The websites being abused in this campaign include MIT, Columbia University, Universitat de Barcelona, Auburn University, University of Washington, Purdue, Tulane, Universidad Central del Ecuador, and the University of Hawaiʻi.

Besides government sites, the campaign also targeted government and corporate websites, such as the site of the Government of Virginia, Austin, Texas, the website of the Government of Spain, and Yellow Pages Canada.

There are no free V-Bucks

The scheme was revealed by cybersecurity researcher @g0njxa, who posted on X a report outlining how they found websites using FCKeditor, a web text editor that allowed users to edit HTML content inside a web page.

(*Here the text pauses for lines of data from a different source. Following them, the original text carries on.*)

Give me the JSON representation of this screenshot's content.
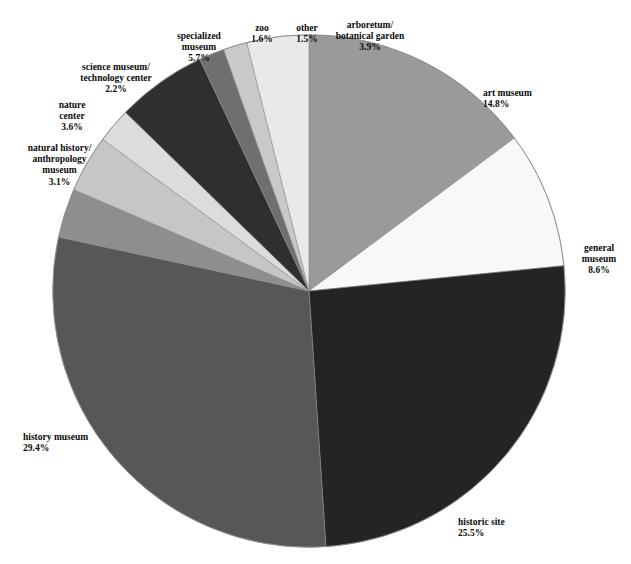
{
  "title": "",
  "chart_data": {
    "type": "pie",
    "title": "",
    "subtitle": "",
    "xlabel": "",
    "ylabel": "",
    "units": "percent",
    "legend": "none (labels placed around pie)",
    "start_angle_deg": 0,
    "direction": "clockwise",
    "total": 100.0,
    "categories": [
      "art museum",
      "general museum",
      "historic site",
      "history museum",
      "natural history/\nanthropology museum",
      "nature center",
      "science museum/\ntechnology center",
      "specialized museum",
      "zoo",
      "other",
      "arboretum/\nbotanical garden"
    ],
    "values": [
      14.8,
      8.6,
      25.5,
      29.4,
      3.1,
      3.6,
      2.2,
      5.7,
      1.6,
      1.5,
      3.9
    ],
    "slices": [
      {
        "id": "art-museum",
        "label_lines": [
          "art museum"
        ],
        "value": 14.8,
        "percent_text": "14.8%",
        "color": "#9a9a9a"
      },
      {
        "id": "general-museum",
        "label_lines": [
          "general",
          "museum"
        ],
        "value": 8.6,
        "percent_text": "8.6%",
        "color": "#f8f8f8"
      },
      {
        "id": "historic-site",
        "label_lines": [
          "historic site"
        ],
        "value": 25.5,
        "percent_text": "25.5%",
        "color": "#242424"
      },
      {
        "id": "history-museum",
        "label_lines": [
          "history museum"
        ],
        "value": 29.4,
        "percent_text": "29.4%",
        "color": "#575757"
      },
      {
        "id": "natural-history-anthropology-museum",
        "label_lines": [
          "natural history/",
          "anthropology",
          "museum"
        ],
        "value": 3.1,
        "percent_text": "3.1%",
        "color": "#8e8e8e"
      },
      {
        "id": "nature-center",
        "label_lines": [
          "nature",
          "center"
        ],
        "value": 3.6,
        "percent_text": "3.6%",
        "color": "#c6c6c6"
      },
      {
        "id": "science-museum-technology-center",
        "label_lines": [
          "science museum/",
          "technology center"
        ],
        "value": 2.2,
        "percent_text": "2.2%",
        "color": "#dcdcdc"
      },
      {
        "id": "specialized-museum",
        "label_lines": [
          "specialized",
          "museum"
        ],
        "value": 5.7,
        "percent_text": "5.7%",
        "color": "#2f2f2f"
      },
      {
        "id": "zoo",
        "label_lines": [
          "zoo"
        ],
        "value": 1.6,
        "percent_text": "1.6%",
        "color": "#6f6f6f"
      },
      {
        "id": "other",
        "label_lines": [
          "other"
        ],
        "value": 1.5,
        "percent_text": "1.5%",
        "color": "#c9c9c9"
      },
      {
        "id": "arboretum-botanical-garden",
        "label_lines": [
          "arboretum/",
          "botanical garden"
        ],
        "value": 3.9,
        "percent_text": "3.9%",
        "color": "#e9e9e9"
      }
    ]
  },
  "labels": {
    "art_museum": {
      "name": "art museum",
      "pct": "14.8%"
    },
    "general_museum": {
      "line1": "general",
      "line2": "museum",
      "pct": "8.6%"
    },
    "historic_site": {
      "name": "historic site",
      "pct": "25.5%"
    },
    "history_museum": {
      "name": "history museum",
      "pct": "29.4%"
    },
    "natural_history": {
      "line1": "natural history/",
      "line2": "anthropology",
      "line3": "museum",
      "pct": "3.1%"
    },
    "nature_center": {
      "line1": "nature",
      "line2": "center",
      "pct": "3.6%"
    },
    "science_museum": {
      "line1": "science museum/",
      "line2": "technology center",
      "pct": "2.2%"
    },
    "specialized_museum": {
      "line1": "specialized",
      "line2": "museum",
      "pct": "5.7%"
    },
    "zoo": {
      "name": "zoo",
      "pct": "1.6%"
    },
    "other": {
      "name": "other",
      "pct": "1.5%"
    },
    "arboretum": {
      "line1": "arboretum/",
      "line2": "botanical garden",
      "pct": "3.9%"
    }
  },
  "colors": {
    "background": "#ffffff",
    "text": "#0b0b0b",
    "outline": "#8a8a8a"
  }
}
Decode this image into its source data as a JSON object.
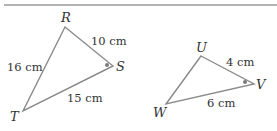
{
  "colors": {
    "rule": "#9a9a9a",
    "edge": "#8a8a8a",
    "text": "#333333",
    "angle_dot": "#7a7a7a"
  },
  "triangle_rst": {
    "vertices": {
      "R": {
        "label": "R",
        "x": 65,
        "y": 27
      },
      "S": {
        "label": "S",
        "x": 113,
        "y": 66
      },
      "T": {
        "label": "T",
        "x": 23,
        "y": 111
      }
    },
    "sides": {
      "RS": "10 cm",
      "RT": "16 cm",
      "ST": "15 cm"
    },
    "marked_angle": "S"
  },
  "triangle_uvw": {
    "vertices": {
      "U": {
        "label": "U",
        "x": 201,
        "y": 56
      },
      "V": {
        "label": "V",
        "x": 254,
        "y": 84
      },
      "W": {
        "label": "W",
        "x": 166,
        "y": 104
      }
    },
    "sides": {
      "UV": "4 cm",
      "VW": "6 cm"
    },
    "marked_angle": "V"
  }
}
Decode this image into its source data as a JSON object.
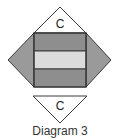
{
  "diagram": {
    "top_label": "C",
    "bottom_label": "C",
    "caption": "Diagram 3"
  },
  "colors": {
    "dark_fill": "#8e8e8e",
    "light_fill": "#dcdcdc",
    "side_fill": "#9a9a9a",
    "top_fill": "#ffffff",
    "stroke": "#3a3a3a"
  }
}
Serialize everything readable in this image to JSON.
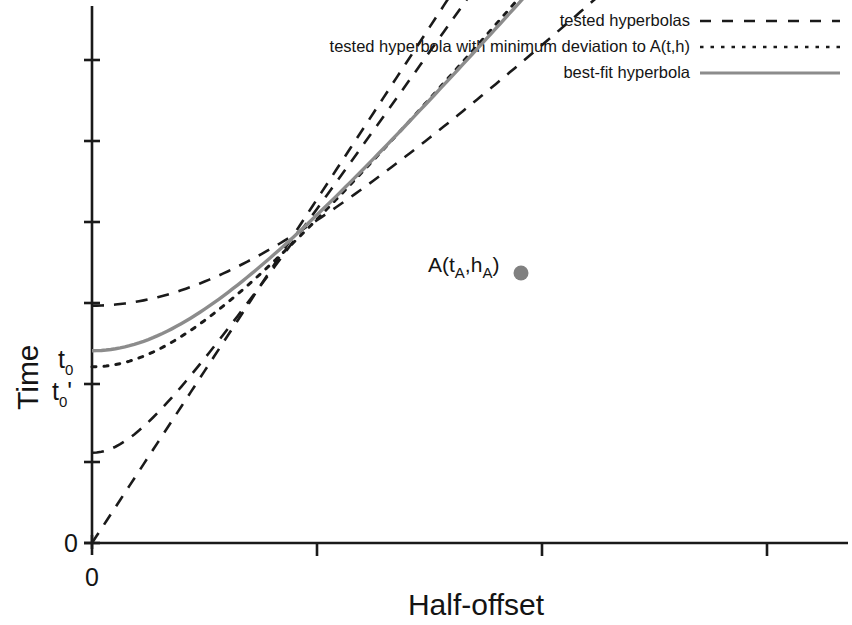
{
  "chart_data": {
    "type": "line",
    "title": "",
    "xlabel": "Half-offset",
    "ylabel": "Time",
    "grid": false,
    "legend_position": "top-right",
    "x_axis": {
      "label": "Half-offset",
      "origin_tick_label": "0",
      "tick_labels": [
        "0",
        "",
        "",
        "",
        ""
      ],
      "range": [
        0,
        1
      ]
    },
    "y_axis": {
      "label": "Time",
      "tick_labels": [
        "0",
        "t0'",
        "t0"
      ],
      "zero_label": "0",
      "t0_label": "t",
      "t0_sub": "0",
      "t0_prime_label": "t",
      "t0_prime_sub": "0",
      "t0_prime_mark": "'",
      "range": [
        0,
        1
      ]
    },
    "annotations": [
      {
        "name": "point-A",
        "label_main": "A(t",
        "label_sub1": "A",
        "label_mid": ",h",
        "label_sub2": "A",
        "label_end": ")",
        "x": 0.635,
        "y": 0.595,
        "marker_color": "#808080"
      }
    ],
    "series": [
      {
        "name": "tested hyperbola upper",
        "style": "dashed",
        "color": "#1a1a1a",
        "t0": 0.442,
        "v": 0.735,
        "legend_ref": 0
      },
      {
        "name": "best-fit hyperbola",
        "style": "solid",
        "color": "#8c8c8c",
        "t0": 0.358,
        "v": 0.605,
        "legend_ref": 2
      },
      {
        "name": "tested hyperbola with minimum deviation",
        "style": "dotted",
        "color": "#1a1a1a",
        "t0": 0.328,
        "v": 0.592,
        "legend_ref": 1
      },
      {
        "name": "tested hyperbola middle-lower",
        "style": "dashed",
        "color": "#1a1a1a",
        "t0": 0.168,
        "v": 0.5,
        "legend_ref": 0
      },
      {
        "name": "tested hyperbola lowest",
        "style": "dashed",
        "color": "#1a1a1a",
        "t0": 0.0,
        "v": 0.468,
        "legend_ref": 0
      }
    ],
    "legend": [
      {
        "label": "tested hyperbolas",
        "style": "dashed",
        "color": "#1a1a1a"
      },
      {
        "label": "tested hyperbola with minimum deviation to A(t,h)",
        "style": "dotted",
        "color": "#1a1a1a"
      },
      {
        "label": "best-fit hyperbola",
        "style": "solid",
        "color": "#8c8c8c"
      }
    ]
  },
  "colors": {
    "axis": "#1a1a1a",
    "dash_curve": "#1a1a1a",
    "best_fit": "#8c8c8c",
    "marker": "#808080",
    "background": "#ffffff"
  }
}
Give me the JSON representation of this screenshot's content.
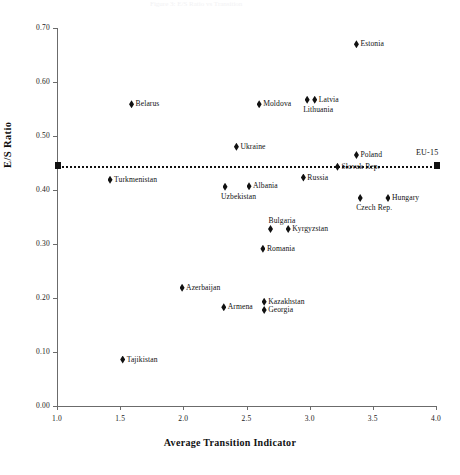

Apparently, it was a popular solution a decade and half ago, but it rebranded to CKEditor in 2009. Responding to the findings, the CKEditor X profile said FCKeditor died in 2010 and should not be in use at all due to various security issues.

One of the security issues being exploited here is called open redirect, a feature that allows arbitrary redirection requests that send a visitor to an external URL without validating or running appropriate security checks. With open redirects, search engines will show the site being redirected to, as being hosted by the victim site.

Showing an example, @g0njxa posted a screenshot of search engine results for “Free V Bucks” (Fortnite in-game currency), on which websites such as the Barcelona University, or Tulane, were seen “hosting” free V-Bucks generators. 

As open redirect URLs don’t host the malicious content, BleepingComputer further explains, they can stay active for much longer and remain visible in search engine results before being flagged and taken down. What’s more, Google and Microsoft don’t even see open redirect as that big of a deal, and usually don’t react unless the attack escalates.